Would it be possible to write out each entry below exactly, without the pictures?

--------------------------------------------------

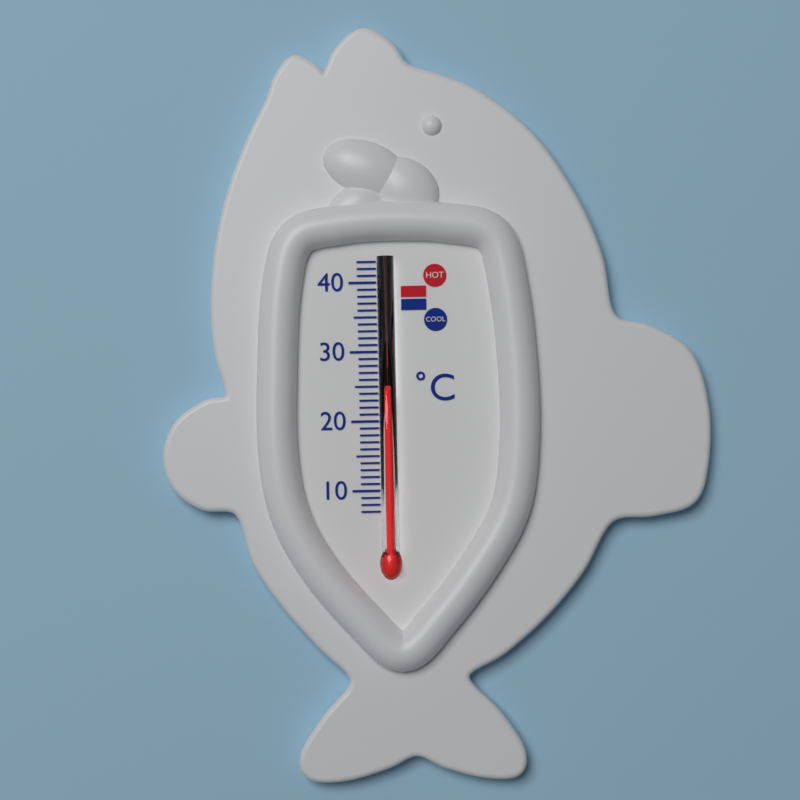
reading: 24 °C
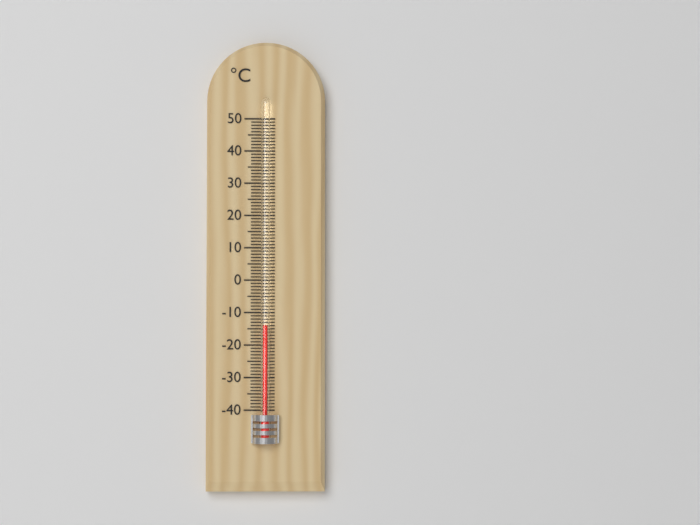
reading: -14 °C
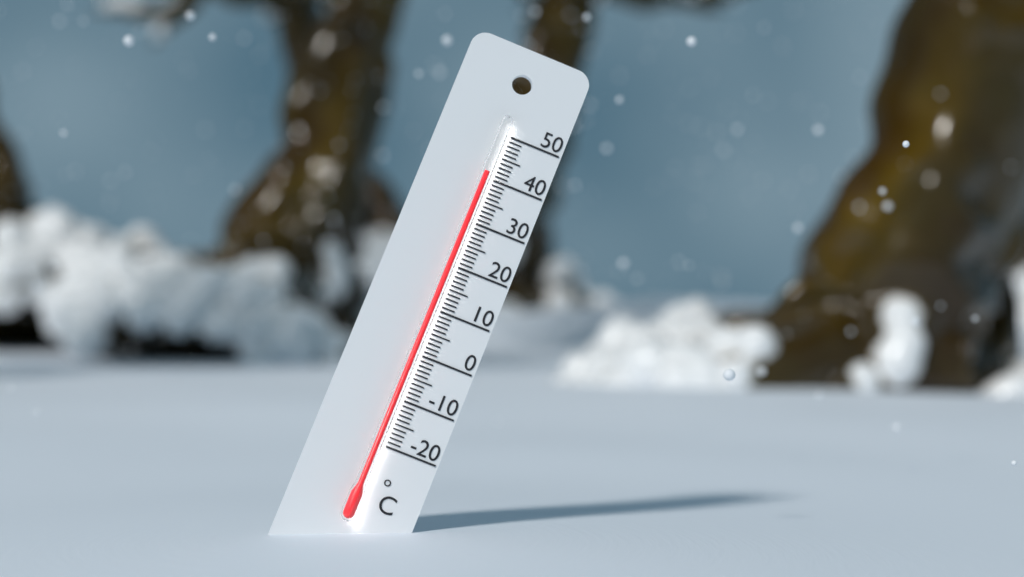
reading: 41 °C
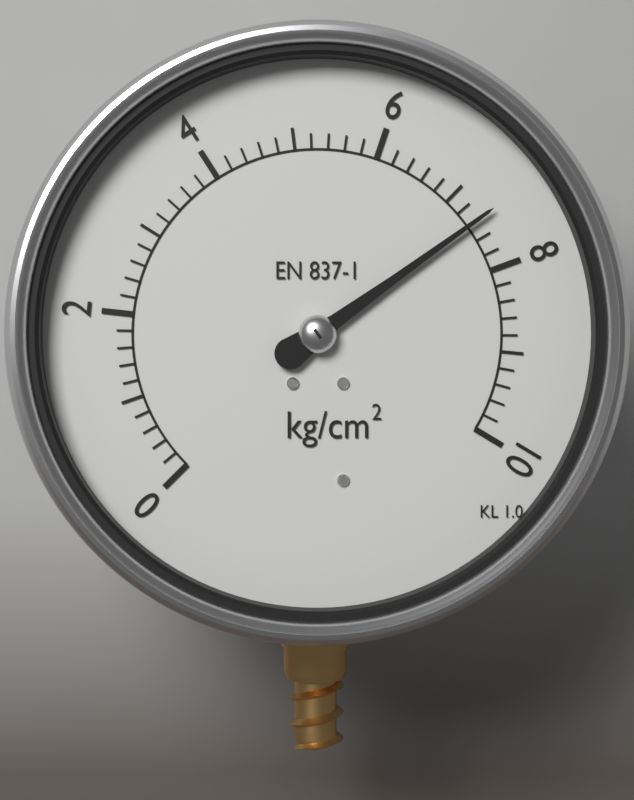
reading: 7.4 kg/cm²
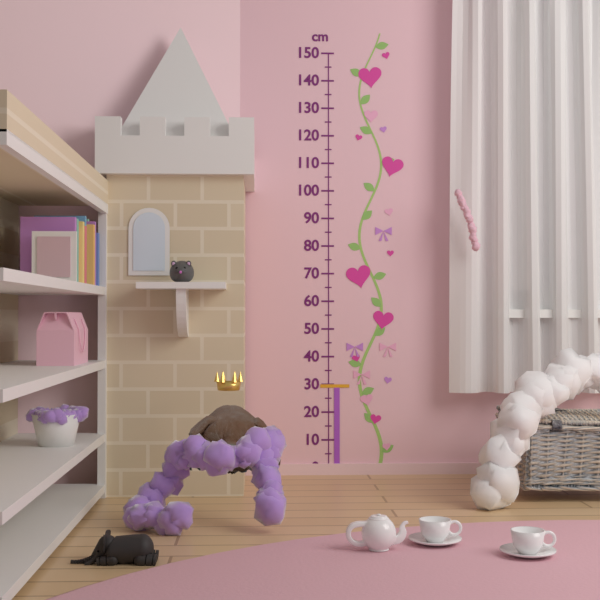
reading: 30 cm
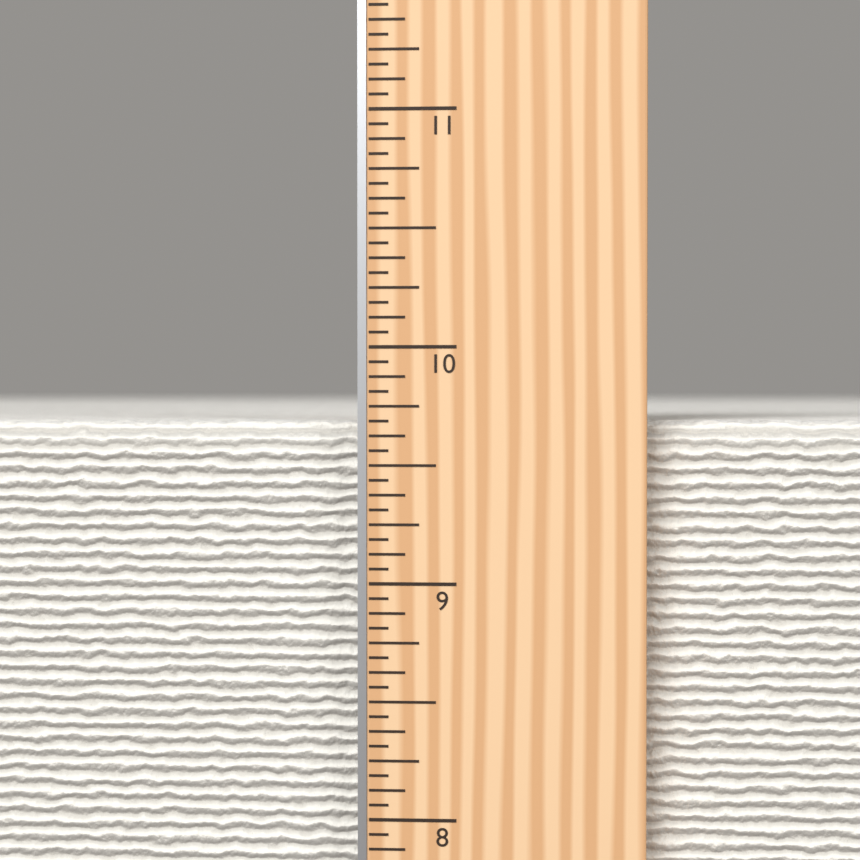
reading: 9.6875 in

--------------------------------------------------

▸ TASK RESULT:
reading: 24 °C
reading: -14 °C
reading: 41 °C
reading: 7.4 kg/cm²
reading: 30 cm
reading: 9.6875 in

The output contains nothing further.